Down there in Grist is a press release from an Israeli company, Rosetta Green. In it an exec says he is not only convinced algae can compete with regular petroleum, but says “most of the large oil companies” are heavily investing in it. Some analyst somewhere must have real numbers to put on that. It’d be worth reporting.
But not clear is whether oil companies hedging their bets by investing in green alternative fuels means much. A big example is on the front page of the NYTimes Biz Section today, where respected reporter Andrew Pollack dives into the murky world of algae-based fuel under a clever hed, Not Just Pond Scum. It is about genetic engineering, selective breeding, and hopes that vast acreages of green water can let the oil industry sell its stuff mostly for something worthwhile, such as feedstock for semi-permanent plastics and other goods, rather than for public burning. A nugget that may or may not be true, but I hope it is, comes up part way through. He quotes Craig Venter declaring that wild algae provide 40 percent of the oxygen delivered to the atmosphere annually. I’ll use that, even though it came with no footnotes, next time some loon calls the Amazon the lungs of the planet – a charming but not well-informed trope I’ve disliked for decades.
Pollack’s piece is solid. It leaves things out – such as the larger world of oil company investment (he mentions Exxon-Mobil, but leaves out hefty investments by BP andother companies) – but it is just one story. What it has, notable in a business section, is focus on worries from some quarters that super-algae could escape the gene-jiggered farm and wreak havoc in the wild. Some fear it could out-compete its ancestors, upsetting ecosystems, and make the public hate seeing so much green gunk everywhere. It’s balanced, with learned experts saying the wild algae has optimized itself for living in the wild – and would beat the chloroplast pants off the lab darlings. Pollack reports that regulators will check things carefully.
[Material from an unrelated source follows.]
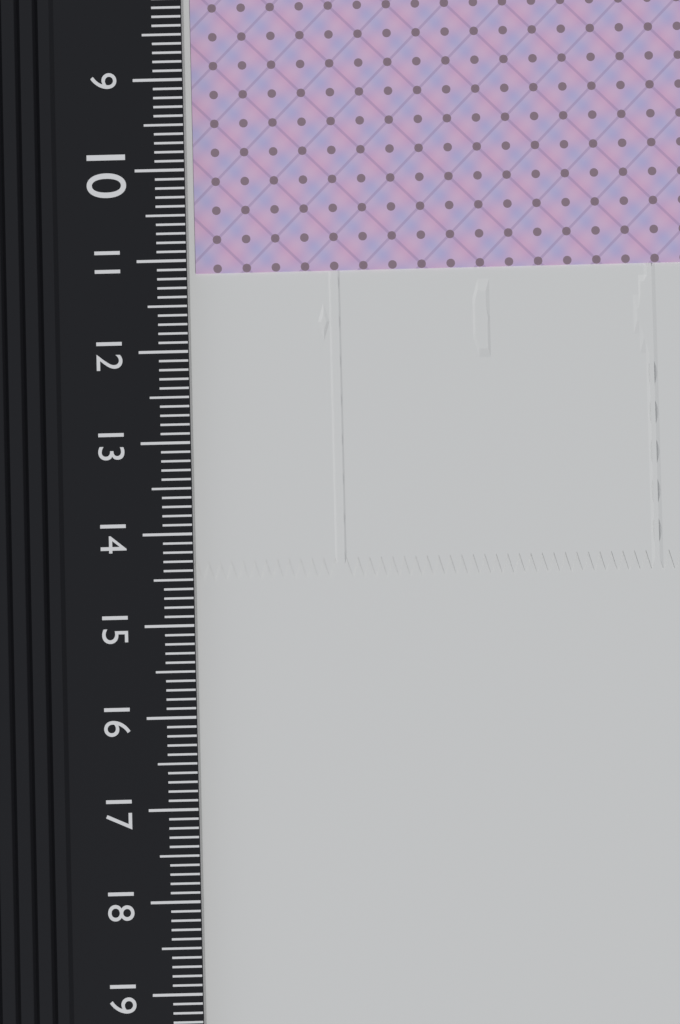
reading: 11.1 cm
Confusing to me is a passage on selection of algae that absorb less sunlight, but use it more efficiently, so that other algae deeper in the water can get more light. How does that square with selective breeding of algae, as the story describes, that favors the darkest green variants for succeeding rounds?
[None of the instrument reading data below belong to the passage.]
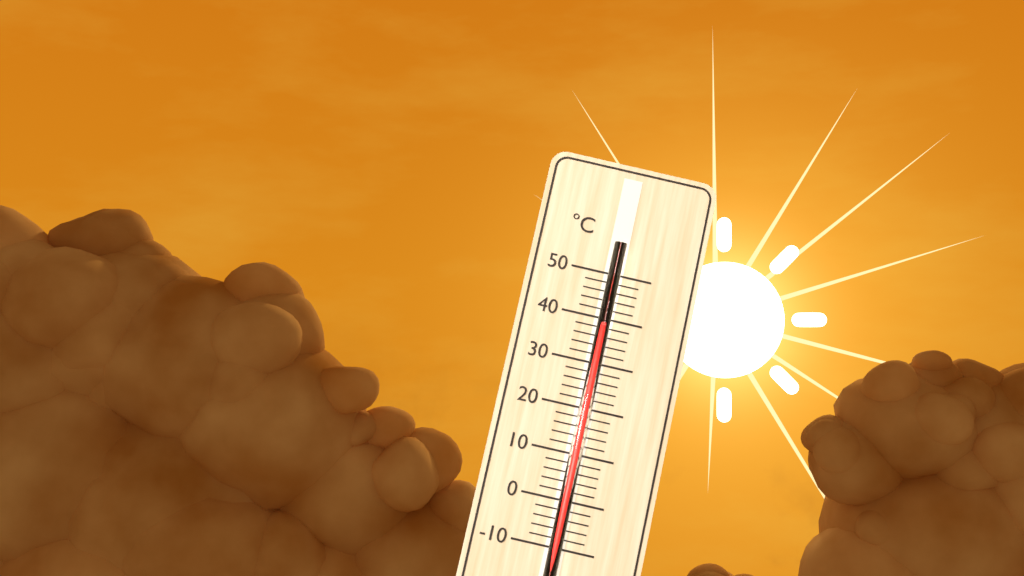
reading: 38 °C
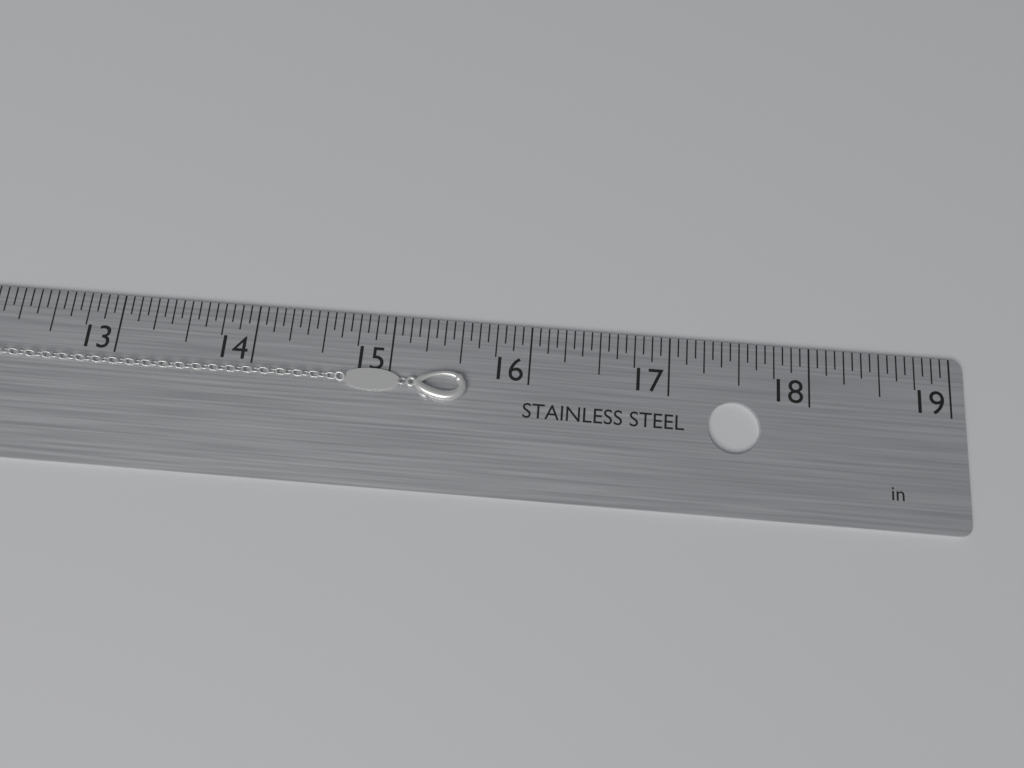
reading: 15.5625 in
Other Algae and Biofuel News:
- Wall St. Journal – Aude Lagorce: Flying Algae-Powered Planes ; Look! Up in the Sky! The super algae have escaped and are covering that airplane! Actually, Lagorce reports on a demonstration by the European EADS airliner maker of a DA42 model running one turboprop on algae juice, at the Farnborough Air Show in England. This piece has a stat that (hoping it’s true) Pollack should’ve use on the oil productivity of algae per acre compared to other, dirt-rooted biocrops.
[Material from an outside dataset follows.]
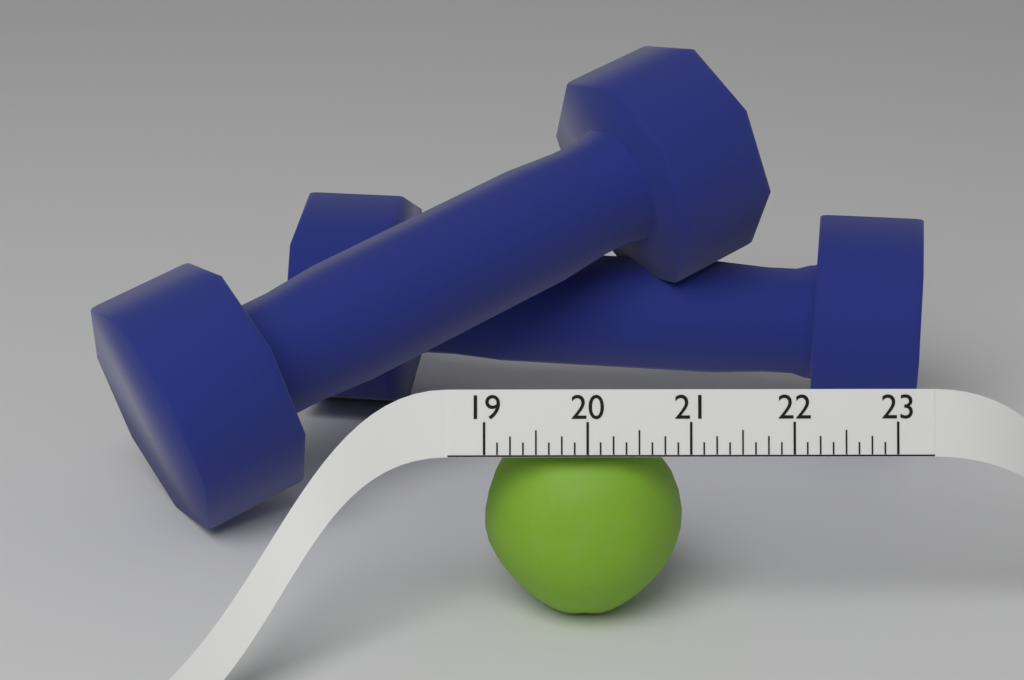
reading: 21.000 (no unit)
- San Diego Union-Tribune – Bruce V. Bigelow: Pond Scum, and Crude Oil: Our Mayor issues in Invitation to Sloganeers ;
- Eureka – Tom Shelley: Algae biofuel outperforms that derived from oil ; This site, for engineers and their fans, provides a short, dense dollop of data on the one-wing-clapping green airplane.
- LA Times – Tiffany Hsu: Big Oil and biofuels: BP pays $98.3 million for Verenium’s biofuels branch ; A well-focussed news story.
- Greentech Media – Eris Wesoff: The Return of Fed-Funded Algae Fuel Research ; A good roundup from this blogger with a touch of cynicism, and a link (see Grist below) to expert literature from nat’l lab analysts.
- And just a reminder that the regular kinds of algae are dangerous too: Bolton News (UK) Toxic algae on “Ironman’ water ; Straying completely off topic, The Tracker had also to pause at this site to read this startling report: Dead ponies found dumped in canal. It’s a model of heartfelt reporting on horrified, heart-broken members of the citizenry.
Grist for the Mill:
Rosetta (via NASDAQ wire) Press Release ; Exxon-Mobil Algae biofuels page; DOE National Algal Biofuels Technology Roadmap ; Oregon Dept. of Human Sources Press Release (on natural, toxic algae in a lake).